Argy Bargy Part 3: Doing Nacion Argentina 2017

By Senor John Stringer formerly “coNZervative” (and perhaps again).

Things get a bit grave today.

One of the top tourist visits in Buneos Aries is their famous cemetery. This is raised to street level like that of the Romans as a series of mausoleums because the water table is so high. It is a mini city of family crypts with streets that you can wander about and ‘houses of the dead' you can look in to. You can actually see the coffins and small staircases wind down into basements where other coffins are stacked. Others are altars with boxes of .  Sometimes are broken and you could reach in and touch the coffins (death at arms reach).

People do death in different ways (like the Mexicans and their Day of Death; or the Etruscan death feasts; Irish wakes; Maori tangis) and this is quite a good way to be buried I think.  It is very much like the Appian Way into Rome -reflecting the Argys love of Italian as well as French culture – where family mausoleums lined the main road into the city. Like the Romans the Argentinians are all about showing off and this is about family pre-eminence.

Some crypts are well maintained, others have fallen in to disrepair (as families become poor or no longer exist).  These can be bought and sold like homes or renovated and traded. That is only way to enter the cemetery (dead) or if you are a family member with an existing mausoleum.

Above: disrepair and a Christian as well as Jewish crypt. People forget that all early Christians (including Jesus) were Jews at the same time and the first Christian church community was Jewish meeting daily in the Jewish Temple.

Above a chap over which hangs a Damocles Sword. Argentinian sculpture and statues are all about the military. Below: some cool bark on a tree outside the crypts.

And below is Eva Peron (Evita)'s grave. This is the most visited grave and it is her family grave with other members of her family (her maiden name). It is quite modest and this is because it was here before she died at 33 of cervical cancer and Juan Peron re-married (twice). His third wife is still alive so there is no joint mausoleum to Eva and Juan Peron. His third wife became President of Argentina and has the distinction of being the first President of any country in the world. She is now 85 and lives in Milan.

Nearby to the cemetery and tucked away in the suburb of Barrio Norte, Buenos Aires, is the beautiful bookshop El Ateneo Grand Splendid. This is a refurbished grand theatre so we walk there with a couple from the UK and browse the books – obviously mostly in Spanish but many English readers are scattered throughout. It is beautiful and the stage is a converted cafe.

Tomorrow: the vibrancy of Buenos Arties street life and culture and The Tango.  ~ J.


◆ What this task involves
Each line of the data below that carries the word "Laptops" needs to be copied.

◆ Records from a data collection
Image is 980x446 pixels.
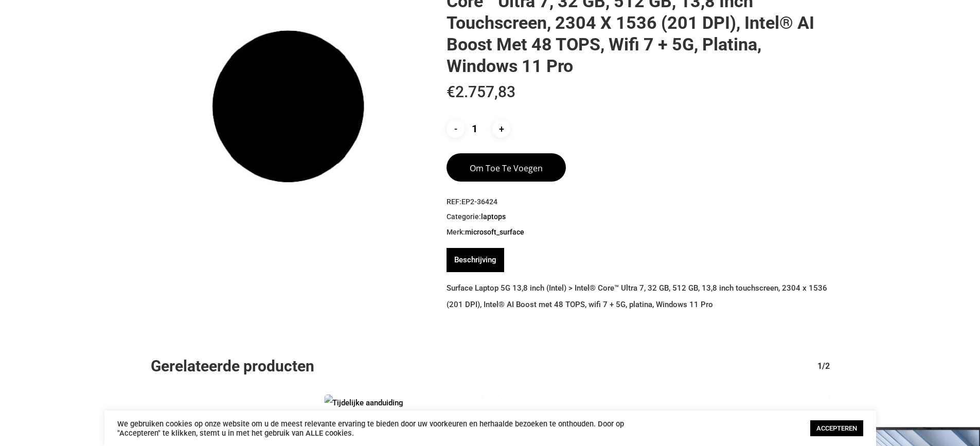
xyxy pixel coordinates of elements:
[469,163,543,174] font: Om toe te voegen
[447,284,827,310] font: Surface Laptop 5G 13,8 inch (Intel) > Intel® Core™ Ultra 7, 32 GB, 512 GB, 13,8 inch touchscreen,...
[481,212,506,222] a: Laptops
[481,212,506,221] font: Laptops
[816,425,857,432] font: ACCEPTEREN
[447,198,461,206] font: REF:
[817,362,830,371] font: 1/2
[447,228,465,236] font: Merk:
[454,256,497,265] font: Beschrijving
[454,248,497,272] a: Beschrijving
[447,120,465,138] input: -
[447,154,565,181] button: Om toe te voegen
[467,120,490,138] input: Producthoeveelheid
[492,120,511,138] input: +
[465,228,524,237] a: Microsoft_Surface
[447,212,481,221] font: Categorie:
[811,420,863,437] a: ACCEPTEREN
[461,198,498,206] font: EP2-36424
[447,83,456,101] font: €
[465,228,524,236] font: Microsoft_Surface
[456,83,515,101] font: 2.757,83
[117,419,624,438] font: We gebruiken cookies op onze website om u de meest relevante ervaring te bieden door uw voorkeure...
[151,357,315,375] font: Gerelateerde producten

◆ Result below
[481,212,506,222] a: Laptops
[481,212,506,221] font: Laptops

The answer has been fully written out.